Some thoughts on Zelda and "objectively good/bad" game design

This was originally an informal post that sort of blew up on Cohost, in which I used the discourse surrounding the open world Zeldas as an example of something that irks me in video game criticism.

I've been thinking a lot lately about game design literacy. I often see people who, if asked, would more than likely respond that yes, video games are art - and yet they seem to refuse to engage with elements of game design on that artistic level. Not just trying to suss out Themes from mechanics, but even simple things like trying to understand why a dev team might have made the design choices they did, how individual things that you may find annoying may be important for the overall experience. There's a lack of curiosity about design. Maximum convenience for the player and every single second of your experience being "fun" are still treated as universally desirable, even though no other artistic medium is widely judged in this way.

I've been seeing these sorts of things a lot lately specifically because of Tears of the Kingdom, which is a game that's gotten nearly unparalleled praise from critics while also departing from the traditional design of both older Zelda games and other open world games. This leads to many, many debates over the design of these games. Some of this is fair, but so often random takes fall into "this personally annoyed me, so it's bad" without any further thought.

"Why does this game need so many wide open fields with nothing in them?" Because empty space isn't necessarily wasted space. There's value in wide open areas. There's value in travel time. There's value in quiet time. There's value in having pretty landscapes to ride your horse across. This is true of composition in other forms of visual art, and it's true in level design.

"Why can't the game just give me a Piece of Heart directly instead of making me backtrack to a goddess statue?" Because it gives you a reason to go back to town. Maybe you go back to redeem your Spirit Orbs, and while there you find a side quest, or do some cooking, or sell your excess items, or notice that the NPCs are doing something else due to advances in the state of the game world. These sorts of games intentionally create a contrast between the dangers of the rest of the world and the safety of towns as part of their core loops, and they give you reasons to go back (you have to rest at an inn, you have to restock your potions, etc.) so that the main towns become comfortably familiar environments. You'll most likely have a much stronger emotional attachment to a video game town you visited regularly throughout your playthrough compared to one you passed through exactly once.

The big one is, of course, the weapon durability, which people have been arguing about nonstop for the last six years. I won't deny that I think weapons break a little too easily, and that it wouldn't kill the game to make everything last twice as long. I don't begrudge people who decide it's not for them. But that gear system is central to the game's design and the way it distributes rewards. The fact that you can go off in any direction and potentially find a really good sword is crucial - as is the fact that that sword will break.

But there's a fundamental incuriosity about why the game is designed that way, sometimes even among professional gaming pundits. I keep thinking back to James Stephanie Sterling's controversial review of the game, which opens with:

Nobody has ever been enjoying a videogame and thought, "this would be more fun if my sword broke." That is an absolute statement, and literally nobody on earth is more averse to absolutes than I am, but for as long as I live I’ll assert this particular statement on weapons to be 100% true.

Said review was, inevitably, swarmed with angry and/or transphobic gamers, and thus any hope for good faith criticism of her piece was out the window. But it feels very illustrative of this whole phenomenon. This design element annoyed me, so therefore it's Objectively Wrong and should not be in any game ever. Further down in the review, arguments trying to explain the thought behind the durability system are written off as excuses and/or blind Nintendo fanboyism.

Game design is complicated. I don't expect this to be instinctual knowledge everyone is born with. Most players will never really have a reason to think about these things. You get a better understanding of design choices when you try to make games yourself, or when you listen to designers talk about their own work. I don't think it's a coincidence that Game Maker's Toolkit started getting less prescriptive about game design and has shifted more to a "here's how different developers have tried to solve the same problems" approach now that Mark's making his own game and interviewing other devs directly. (No shade towards Mark Brown - I have watched the 2D Zelda "Boss Keys" episodes too many times as research for my own dungeon design work.)

And the thing is, if you do try to think about these things on a design level, fitting individual choices into the big picture, and you still don't like it? Then at least now you have a more informed opinion on it. To me, that just leads to better criticism and healthier discourse. You are allowed to see what a game is going for and still not like it for any number of reasons. You do not have to like open world Zelda more than other types of Zelda. Games are art, and art is subjective. But I just wish more people would get to that point. I wish it wasn't always a rhetorical question when people ask "what were they thinking?" I wish it could be a conversation with some back and forth at all, rather than being boiled down to angry hot takes over what is or isn't Objectively Fun.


» **Required action**
A single number is required: how many lines in the entries hold the word "backward".

(Stored items)

==================================================

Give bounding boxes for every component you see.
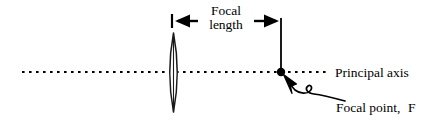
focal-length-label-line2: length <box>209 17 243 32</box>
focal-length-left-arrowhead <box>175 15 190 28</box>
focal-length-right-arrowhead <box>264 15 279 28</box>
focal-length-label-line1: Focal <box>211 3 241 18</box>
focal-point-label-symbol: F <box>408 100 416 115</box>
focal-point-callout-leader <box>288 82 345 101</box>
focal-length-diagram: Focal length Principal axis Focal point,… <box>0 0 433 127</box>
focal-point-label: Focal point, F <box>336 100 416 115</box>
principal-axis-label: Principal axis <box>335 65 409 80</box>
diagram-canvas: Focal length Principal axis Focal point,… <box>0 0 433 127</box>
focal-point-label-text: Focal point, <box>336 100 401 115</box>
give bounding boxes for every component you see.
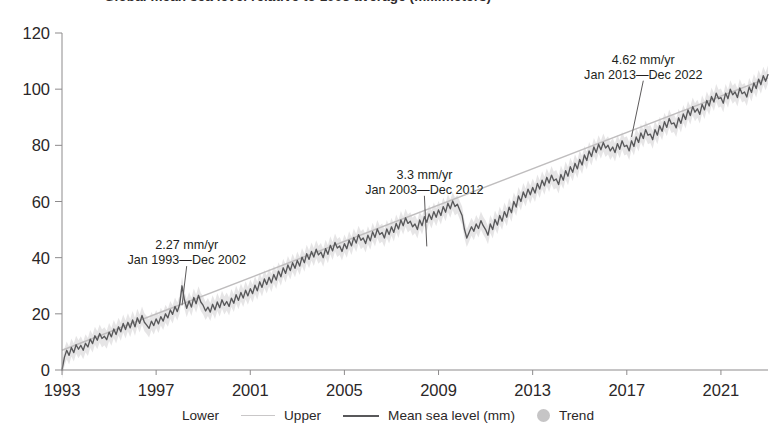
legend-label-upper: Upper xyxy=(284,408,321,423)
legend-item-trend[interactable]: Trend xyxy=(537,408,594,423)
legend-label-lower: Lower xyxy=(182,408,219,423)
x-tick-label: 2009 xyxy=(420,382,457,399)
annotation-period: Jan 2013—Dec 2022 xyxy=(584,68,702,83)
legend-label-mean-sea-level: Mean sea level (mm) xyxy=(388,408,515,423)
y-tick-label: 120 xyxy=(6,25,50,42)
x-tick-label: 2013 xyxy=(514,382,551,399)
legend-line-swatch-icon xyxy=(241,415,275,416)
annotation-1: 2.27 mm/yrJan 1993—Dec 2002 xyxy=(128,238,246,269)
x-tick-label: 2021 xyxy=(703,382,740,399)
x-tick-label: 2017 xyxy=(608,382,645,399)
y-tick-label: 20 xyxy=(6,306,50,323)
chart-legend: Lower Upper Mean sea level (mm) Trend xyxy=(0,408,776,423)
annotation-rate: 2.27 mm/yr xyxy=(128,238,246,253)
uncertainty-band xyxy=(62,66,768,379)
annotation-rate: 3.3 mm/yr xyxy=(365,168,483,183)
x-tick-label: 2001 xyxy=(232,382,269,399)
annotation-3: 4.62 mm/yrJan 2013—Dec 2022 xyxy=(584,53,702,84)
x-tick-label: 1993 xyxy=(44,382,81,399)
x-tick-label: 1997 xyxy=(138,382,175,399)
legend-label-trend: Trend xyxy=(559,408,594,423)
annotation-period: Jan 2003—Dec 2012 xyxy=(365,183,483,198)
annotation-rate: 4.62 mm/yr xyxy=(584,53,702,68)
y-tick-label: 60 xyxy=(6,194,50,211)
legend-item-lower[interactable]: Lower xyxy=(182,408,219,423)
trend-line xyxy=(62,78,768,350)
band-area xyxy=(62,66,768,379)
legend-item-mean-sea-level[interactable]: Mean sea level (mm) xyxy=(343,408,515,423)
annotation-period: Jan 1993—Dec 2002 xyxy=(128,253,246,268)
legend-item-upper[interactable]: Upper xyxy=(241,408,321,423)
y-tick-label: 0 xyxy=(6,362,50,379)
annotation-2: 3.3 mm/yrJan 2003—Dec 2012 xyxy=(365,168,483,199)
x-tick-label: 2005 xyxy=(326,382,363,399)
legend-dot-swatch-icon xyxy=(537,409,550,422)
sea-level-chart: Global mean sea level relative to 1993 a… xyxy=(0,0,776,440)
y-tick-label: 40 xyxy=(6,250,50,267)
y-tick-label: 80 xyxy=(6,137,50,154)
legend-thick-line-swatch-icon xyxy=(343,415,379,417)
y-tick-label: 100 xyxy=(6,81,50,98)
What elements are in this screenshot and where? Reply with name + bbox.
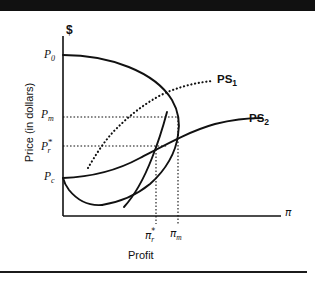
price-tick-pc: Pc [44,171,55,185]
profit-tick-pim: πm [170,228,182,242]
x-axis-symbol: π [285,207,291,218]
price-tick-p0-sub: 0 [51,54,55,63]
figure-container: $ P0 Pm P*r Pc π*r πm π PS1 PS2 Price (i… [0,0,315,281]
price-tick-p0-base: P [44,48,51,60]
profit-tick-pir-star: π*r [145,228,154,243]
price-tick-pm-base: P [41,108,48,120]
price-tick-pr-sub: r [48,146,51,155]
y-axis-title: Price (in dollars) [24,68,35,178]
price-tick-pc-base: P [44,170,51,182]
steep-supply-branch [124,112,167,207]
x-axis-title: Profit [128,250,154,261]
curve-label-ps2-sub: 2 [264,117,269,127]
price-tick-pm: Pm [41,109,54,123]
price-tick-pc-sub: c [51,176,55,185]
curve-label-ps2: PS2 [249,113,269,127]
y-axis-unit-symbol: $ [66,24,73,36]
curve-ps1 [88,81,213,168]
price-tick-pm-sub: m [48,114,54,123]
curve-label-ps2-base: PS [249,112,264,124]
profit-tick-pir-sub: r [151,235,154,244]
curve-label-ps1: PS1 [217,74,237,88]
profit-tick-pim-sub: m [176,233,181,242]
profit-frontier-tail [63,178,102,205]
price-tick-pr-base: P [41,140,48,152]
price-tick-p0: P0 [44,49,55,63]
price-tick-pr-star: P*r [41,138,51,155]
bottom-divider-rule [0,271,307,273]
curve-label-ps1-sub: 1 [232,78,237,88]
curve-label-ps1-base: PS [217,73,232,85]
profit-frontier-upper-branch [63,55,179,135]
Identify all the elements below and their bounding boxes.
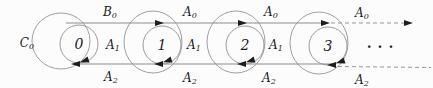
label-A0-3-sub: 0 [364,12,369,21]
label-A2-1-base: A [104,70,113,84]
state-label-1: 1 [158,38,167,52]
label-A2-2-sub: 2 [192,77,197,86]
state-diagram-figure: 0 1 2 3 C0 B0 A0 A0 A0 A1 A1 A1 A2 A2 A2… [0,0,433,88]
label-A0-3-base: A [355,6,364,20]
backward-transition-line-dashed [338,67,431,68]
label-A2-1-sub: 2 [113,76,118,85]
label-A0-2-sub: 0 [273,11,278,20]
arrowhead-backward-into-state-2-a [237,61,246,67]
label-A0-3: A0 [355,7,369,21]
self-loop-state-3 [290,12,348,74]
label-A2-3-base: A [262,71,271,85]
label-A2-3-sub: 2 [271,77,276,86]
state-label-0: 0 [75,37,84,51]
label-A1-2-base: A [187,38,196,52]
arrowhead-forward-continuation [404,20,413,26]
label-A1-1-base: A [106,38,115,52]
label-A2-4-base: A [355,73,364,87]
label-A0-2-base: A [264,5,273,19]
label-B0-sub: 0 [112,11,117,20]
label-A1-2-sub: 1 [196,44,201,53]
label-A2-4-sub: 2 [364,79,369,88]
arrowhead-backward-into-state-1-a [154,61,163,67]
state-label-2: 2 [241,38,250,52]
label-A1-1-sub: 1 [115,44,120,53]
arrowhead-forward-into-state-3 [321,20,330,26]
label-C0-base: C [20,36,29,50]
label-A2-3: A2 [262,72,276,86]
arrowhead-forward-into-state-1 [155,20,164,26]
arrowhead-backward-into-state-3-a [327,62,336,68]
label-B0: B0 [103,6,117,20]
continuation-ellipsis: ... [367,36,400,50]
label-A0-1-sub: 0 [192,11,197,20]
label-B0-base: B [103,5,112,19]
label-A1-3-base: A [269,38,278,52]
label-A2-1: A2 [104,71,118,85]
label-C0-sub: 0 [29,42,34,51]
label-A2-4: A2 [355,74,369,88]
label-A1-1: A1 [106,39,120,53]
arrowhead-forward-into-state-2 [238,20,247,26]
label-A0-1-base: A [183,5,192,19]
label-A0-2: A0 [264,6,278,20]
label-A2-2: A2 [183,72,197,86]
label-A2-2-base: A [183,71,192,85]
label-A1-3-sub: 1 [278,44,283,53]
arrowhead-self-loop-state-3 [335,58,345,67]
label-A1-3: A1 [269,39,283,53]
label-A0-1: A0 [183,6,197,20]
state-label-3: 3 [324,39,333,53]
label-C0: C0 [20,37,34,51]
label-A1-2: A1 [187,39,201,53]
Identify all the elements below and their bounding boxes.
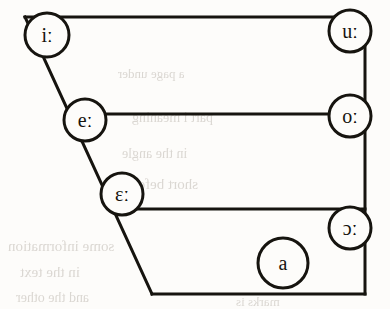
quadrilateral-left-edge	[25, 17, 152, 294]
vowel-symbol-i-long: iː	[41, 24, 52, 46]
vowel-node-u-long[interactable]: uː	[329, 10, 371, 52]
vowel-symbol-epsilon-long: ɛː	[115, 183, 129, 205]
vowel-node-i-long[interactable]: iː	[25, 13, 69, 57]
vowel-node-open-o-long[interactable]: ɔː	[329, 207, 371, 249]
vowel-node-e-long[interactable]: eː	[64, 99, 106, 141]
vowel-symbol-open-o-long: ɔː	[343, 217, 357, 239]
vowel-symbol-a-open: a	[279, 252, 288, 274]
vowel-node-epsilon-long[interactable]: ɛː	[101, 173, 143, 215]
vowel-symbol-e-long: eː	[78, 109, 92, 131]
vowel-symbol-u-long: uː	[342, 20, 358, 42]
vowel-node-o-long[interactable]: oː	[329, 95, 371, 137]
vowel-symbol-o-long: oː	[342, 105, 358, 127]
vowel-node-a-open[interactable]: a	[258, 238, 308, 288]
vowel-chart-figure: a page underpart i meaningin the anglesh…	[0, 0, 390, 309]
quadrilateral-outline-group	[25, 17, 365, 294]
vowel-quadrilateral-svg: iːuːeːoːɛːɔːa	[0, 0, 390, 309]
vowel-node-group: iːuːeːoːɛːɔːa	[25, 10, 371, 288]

==================================================

» **Task output**
4